Beware Roadside Assistance on Your Car Insurance

Marshall Rathmell |

Just as we recommend our clients get their property and casualty insurance reviewed periodically, I had mine checked recently.  It is not uncommon that when we facilitate a review, the agents we work with point out changes in amounts and can find a better price for the insurance a client needs. 

What I found out about my insurance record surprised me.  I haven’t had a ticket since I was a teen and I haven’t been in an at-fault accident ever.  I should have a perfect or at least near perfect score for pricing, right?  Wrong. 

Growing up both my wife’s family and my family had AAA roadside assistance memberships.  Thinking we were saving money we had dropped our memberships because a previous insurance agent told us that a much less expensive rider on our car insurance policy would provide the same benefits. 

Over the years we needed roadside assistance because of flat tires, dead batteries, keys locked in cars, etc.  It wasn’t as easy as we were accustomed because the agent’s office wasn’t always available. Sometimes we had to get reimbursements instead of them sending someone and taking care of it on the front end. 

Even so, I wasn’t upset because we were paying dramatically less for the rider – until I had my insurance reviewed and found out that every time we used the roadside assistance, it was considered an insurance claim. This was damaging the long term cost of our property and casualty insurance in general.  Had we been using AAA or another membership organization instead of insurance, it wouldn’t have affected our record. 

My review came back with the need to increase a few limits and a brokered insurance company that was less expensive.  It wasn’t dramatically less, but with higher coverage, it still saved enough that it covered our family getting AAA again.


__Work to complete__
Return all of the entries below, word for word. Omit each picture.

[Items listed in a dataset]
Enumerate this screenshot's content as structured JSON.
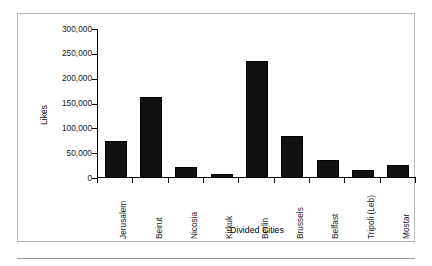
{
  "chart_data": {
    "type": "bar",
    "title": "",
    "xlabel": "Divided Cities",
    "ylabel": "Likes",
    "categories": [
      "Jerusalem",
      "Beirut",
      "Nicosia",
      "Kirkuk",
      "Berlin",
      "Brussels",
      "Belfast",
      "Tripoli (Leb)",
      "Mostar"
    ],
    "values": [
      74000,
      163000,
      23000,
      8000,
      236000,
      85000,
      36000,
      17000,
      27000
    ],
    "ylim": [
      0,
      300000
    ],
    "ytick_values": [
      0,
      50000,
      100000,
      150000,
      200000,
      250000,
      300000
    ],
    "ytick_labels": [
      "0",
      "50,000",
      "100,000",
      "150,000",
      "200,000",
      "250,000",
      "300,000"
    ],
    "grid": false,
    "legend": false,
    "bar_color": "#111111",
    "frame_color": "#b9b9b9",
    "axis_color": "#000000"
  }
}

__Exercise output__
Enumerate this screenshot's content as structured JSON.
{
  "chart_data": {
    "type": "bar",
    "title": "",
    "xlabel": "Divided Cities",
    "ylabel": "Likes",
    "categories": [
      "Jerusalem",
      "Beirut",
      "Nicosia",
      "Kirkuk",
      "Berlin",
      "Brussels",
      "Belfast",
      "Tripoli (Leb)",
      "Mostar"
    ],
    "values": [
      74000,
      163000,
      23000,
      8000,
      236000,
      85000,
      36000,
      17000,
      27000
    ],
    "ylim": [
      0,
      300000
    ],
    "ytick_values": [
      0,
      50000,
      100000,
      150000,
      200000,
      250000,
      300000
    ],
    "ytick_labels": [
      "0",
      "50,000",
      "100,000",
      "150,000",
      "200,000",
      "250,000",
      "300,000"
    ],
    "grid": false,
    "legend": false,
    "bar_color": "#111111",
    "frame_color": "#b9b9b9",
    "axis_color": "#000000"
  }
}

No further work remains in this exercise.